> [Data extracts]

-- -- --

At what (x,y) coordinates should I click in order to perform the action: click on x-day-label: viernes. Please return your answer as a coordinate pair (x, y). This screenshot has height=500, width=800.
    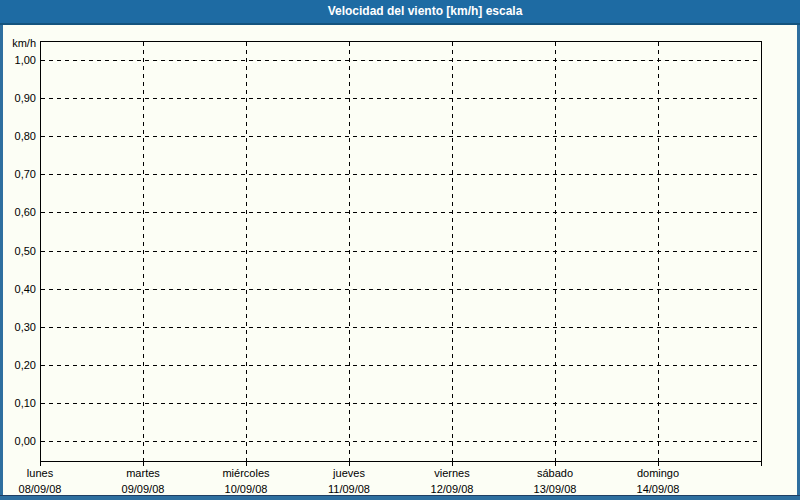
    Looking at the image, I should click on (452, 474).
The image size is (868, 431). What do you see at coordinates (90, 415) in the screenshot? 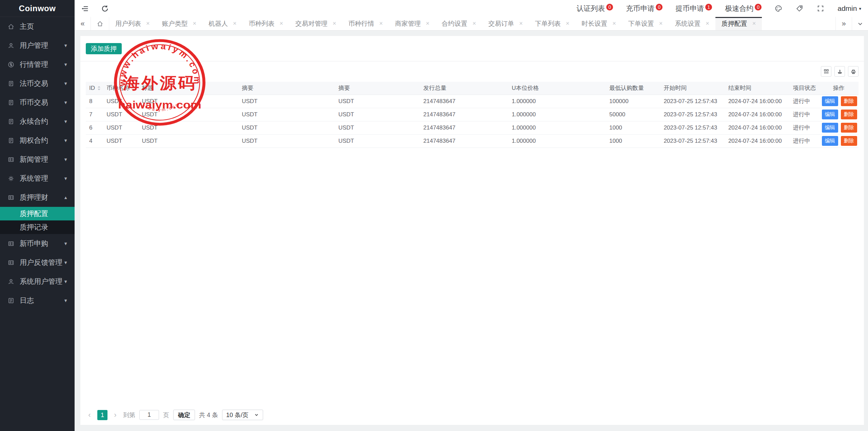
I see `prev-page-button: ‹` at bounding box center [90, 415].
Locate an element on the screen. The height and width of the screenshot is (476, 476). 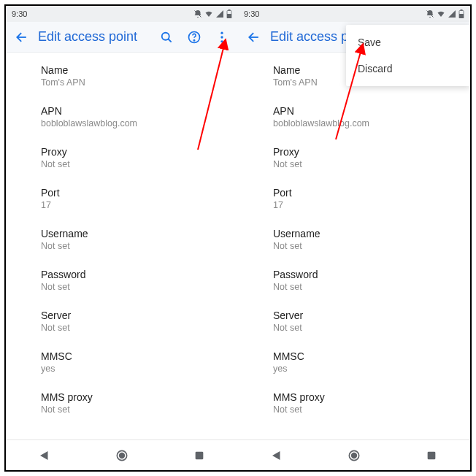
field-label: Port is located at coordinates (139, 193).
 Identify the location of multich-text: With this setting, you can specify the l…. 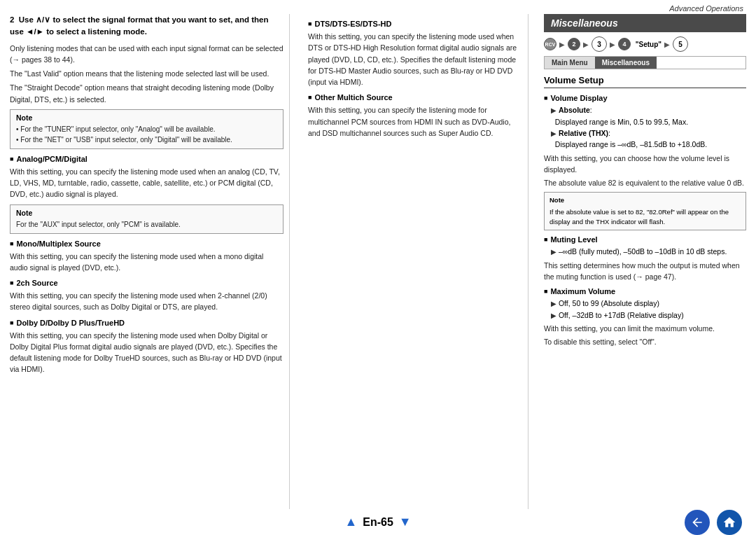
(415, 122).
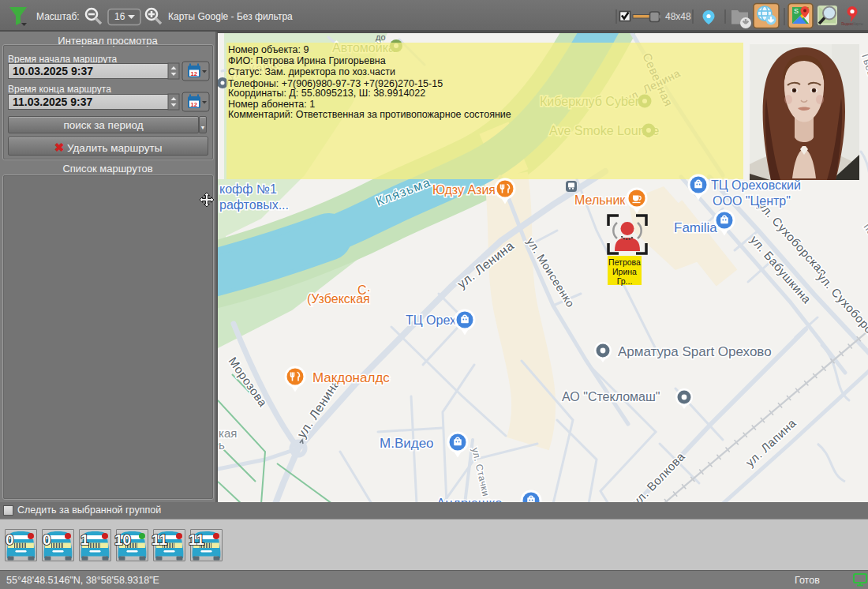 The height and width of the screenshot is (589, 868). Describe the element at coordinates (351, 377) in the screenshot. I see `svg-text: Макдоналдс` at that location.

-- -- --

> [Exercise requirements]
Print, please, exactly the lines from the one holding "Identify the location" through the final line of the data, both included, while leaving out each picture.

> [Solution to this exercise]
 Identify the location of multich-text: With this setting, you can specify the l…. 
(415, 122).
 The height and width of the screenshot is (589, 868). Describe the element at coordinates (351, 377) in the screenshot. I see `svg-text: Макдоналдс` at that location.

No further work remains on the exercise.